Happy Advent, Dear Friends,
If you look back across the pages of history, you will discover many places where the course of nations and even the world often hinged on a seemingly insignificant detail. On April 14, 1865, at Ford’s Theater in Washington, D.C., Abraham Lincoln was shot by a young actor named John Wilkes Booth. There is a strange story about that fateful night.

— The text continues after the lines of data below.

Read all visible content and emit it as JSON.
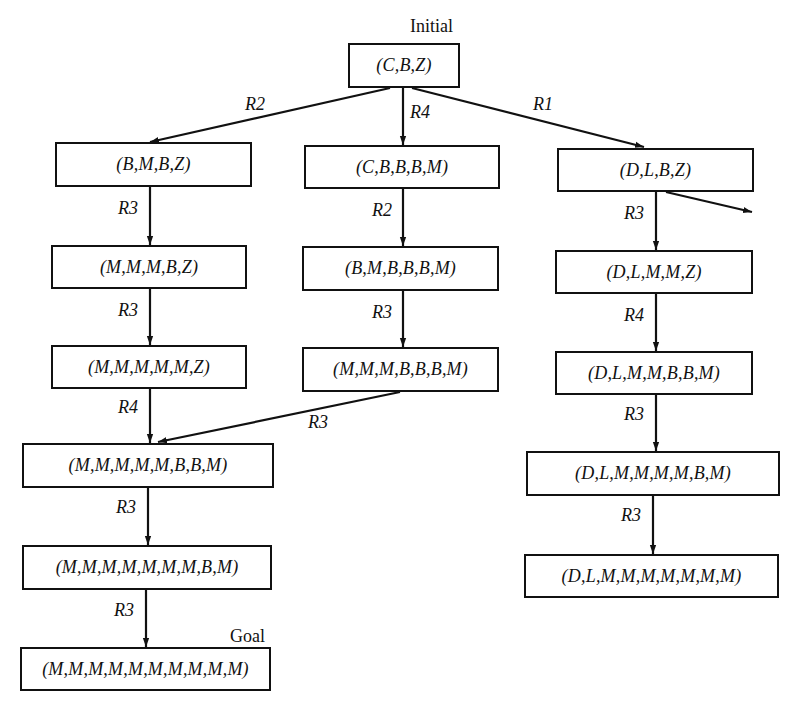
{
  "diagram": {
    "tags": {
      "initial": "Initial",
      "goal": "Goal"
    },
    "nodes": [
      {
        "id": "n0",
        "text": "(C,B,Z)",
        "x": 348,
        "y": 43,
        "w": 112,
        "h": 45
      },
      {
        "id": "n1",
        "text": "(B,M,B,Z)",
        "x": 55,
        "y": 142,
        "w": 197,
        "h": 45
      },
      {
        "id": "n2",
        "text": "(C,B,B,B,M)",
        "x": 304,
        "y": 145,
        "w": 196,
        "h": 44
      },
      {
        "id": "n3",
        "text": "(D,L,B,Z)",
        "x": 557,
        "y": 148,
        "w": 197,
        "h": 44
      },
      {
        "id": "n4",
        "text": "(M,M,M,B,Z)",
        "x": 51,
        "y": 245,
        "w": 196,
        "h": 44
      },
      {
        "id": "n5",
        "text": "(B,M,B,B,B,M)",
        "x": 302,
        "y": 246,
        "w": 197,
        "h": 45
      },
      {
        "id": "n6",
        "text": "(D,L,M,M,Z)",
        "x": 555,
        "y": 250,
        "w": 198,
        "h": 44
      },
      {
        "id": "n7",
        "text": "(M,M,M,M,M,Z)",
        "x": 51,
        "y": 345,
        "w": 196,
        "h": 44
      },
      {
        "id": "n8",
        "text": "(M,M,M,B,B,B,M)",
        "x": 302,
        "y": 347,
        "w": 197,
        "h": 45
      },
      {
        "id": "n9",
        "text": "(D,L,M,M,B,B,M)",
        "x": 555,
        "y": 351,
        "w": 198,
        "h": 44
      },
      {
        "id": "n10",
        "text": "(M,M,M,M,M,B,B,M)",
        "x": 22,
        "y": 443,
        "w": 252,
        "h": 45
      },
      {
        "id": "n11",
        "text": "(D,L,M,M,M,M,B,M)",
        "x": 526,
        "y": 451,
        "w": 254,
        "h": 45
      },
      {
        "id": "n12",
        "text": "(M,M,M,M,M,M,M,B,M)",
        "x": 22,
        "y": 545,
        "w": 250,
        "h": 45
      },
      {
        "id": "n13",
        "text": "(D,L,M,M,M,M,M,M,M)",
        "x": 524,
        "y": 554,
        "w": 255,
        "h": 44
      },
      {
        "id": "n14",
        "text": "(M,M,M,M,M,M,M,M,M,M)",
        "x": 20,
        "y": 647,
        "w": 251,
        "h": 44
      }
    ],
    "edges": [
      {
        "from": "n0",
        "to": "n1",
        "rule": "R2",
        "x1": 390,
        "y1": 88,
        "x2": 150,
        "y2": 142,
        "lx": 245,
        "ly": 94
      },
      {
        "from": "n0",
        "to": "n2",
        "rule": "R4",
        "x1": 403,
        "y1": 88,
        "x2": 403,
        "y2": 145,
        "lx": 410,
        "ly": 102
      },
      {
        "from": "n0",
        "to": "n3",
        "rule": "R1",
        "x1": 412,
        "y1": 88,
        "x2": 644,
        "y2": 147,
        "lx": 533,
        "ly": 94
      },
      {
        "from": "n3",
        "to": "out",
        "rule": "",
        "x1": 666,
        "y1": 192,
        "x2": 752,
        "y2": 212,
        "lx": 0,
        "ly": 0
      },
      {
        "from": "n1",
        "to": "n4",
        "rule": "R3",
        "x1": 150,
        "y1": 187,
        "x2": 150,
        "y2": 245,
        "lx": 118,
        "ly": 198
      },
      {
        "from": "n2",
        "to": "n5",
        "rule": "R2",
        "x1": 403,
        "y1": 189,
        "x2": 403,
        "y2": 246,
        "lx": 372,
        "ly": 200
      },
      {
        "from": "n3",
        "to": "n6",
        "rule": "R3",
        "x1": 656,
        "y1": 192,
        "x2": 656,
        "y2": 250,
        "lx": 624,
        "ly": 203
      },
      {
        "from": "n4",
        "to": "n7",
        "rule": "R3",
        "x1": 150,
        "y1": 289,
        "x2": 150,
        "y2": 345,
        "lx": 118,
        "ly": 300
      },
      {
        "from": "n5",
        "to": "n8",
        "rule": "R3",
        "x1": 403,
        "y1": 291,
        "x2": 403,
        "y2": 347,
        "lx": 372,
        "ly": 302
      },
      {
        "from": "n6",
        "to": "n9",
        "rule": "R4",
        "x1": 656,
        "y1": 294,
        "x2": 656,
        "y2": 351,
        "lx": 624,
        "ly": 305
      },
      {
        "from": "n7",
        "to": "n10",
        "rule": "R4",
        "x1": 150,
        "y1": 389,
        "x2": 150,
        "y2": 443,
        "lx": 118,
        "ly": 397
      },
      {
        "from": "n8",
        "to": "n10",
        "rule": "R3",
        "x1": 400,
        "y1": 392,
        "x2": 158,
        "y2": 442,
        "lx": 308,
        "ly": 412
      },
      {
        "from": "n9",
        "to": "n11",
        "rule": "R3",
        "x1": 656,
        "y1": 395,
        "x2": 656,
        "y2": 451,
        "lx": 624,
        "ly": 404
      },
      {
        "from": "n10",
        "to": "n12",
        "rule": "R3",
        "x1": 148,
        "y1": 488,
        "x2": 148,
        "y2": 545,
        "lx": 116,
        "ly": 497
      },
      {
        "from": "n11",
        "to": "n13",
        "rule": "R3",
        "x1": 653,
        "y1": 496,
        "x2": 653,
        "y2": 554,
        "lx": 621,
        "ly": 505
      },
      {
        "from": "n12",
        "to": "n14",
        "rule": "R3",
        "x1": 146,
        "y1": 590,
        "x2": 146,
        "y2": 647,
        "lx": 114,
        "ly": 600
      }
    ]
  }
}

The Lincoln family had planned to spend the evening at the National Theater watching a play about the antics of a famed show horse. Early that afternoon, however, Mrs. Lincoln decided that she and her husband would attend another play instead — one being staged at Ford’s Theater. She sent a messenger to obtain tickets. As the messenger made his purchase, Booth overheard the transaction. In that moment Booth hatched one of the most wretched plots in American history. A few moments after 10:00 that night, he fired the fatal shot. The next morning President Lincoln was dead. The course of our history was altered because of a last-minute change in theater plans. One wonders what might have happened if President and Mrs. Lincoln had seen the other play.
You run into something like this in lots of places. Once a man was walking down a street in New York City. Lost in his thoughts, he came to a busy intersection. Unaware that the lights had changed, he stepped into the path of passing traffic. Nearby stood a cab driver who saw the man in danger. At the last moment the driver pulled the man to safety. The world may not remember the name of that cab driver, but it will never forget the man who was pulled to safety that night in New York. In the darkest hours of England’s history, he pleaded with his nation to die rather than surrender. We still recall this man’s gravelly voice as he stood in the British Parliament and promised England its “finest hour.” But on that night in New York, the life of Winston Churchill was in the hands of a cab driver.
We never really know the significance of an event, whether it seems great or small. A long time ago the carpenter from Nazareth told his friends that the way to change the world was by giving attention to the little things. “Whoever can be trusted with very little can also be trusted with much,” Jesus said, “and whoever is dishonest with very little will also be dishonest with much” (Luke 16:10). If you are faithful in small matters, you will also be faithful in significant ones. Long ago G. A. Studdert put it this way:
Sometimes I wish that I might do
Just one grand deed and die.
And by that deed reach up
To meet God in the sky.
But such is not thy way, O God,
Nor such is thy decree.
But deed by deed and tear by tear
Our souls must climb to thee.
It often works that way. Our lives and our world are sometimes changed by massive events of grand importance. But most often the change is gradual. People who take time to do the small things are usually the winners, and the world is a better place because they lived.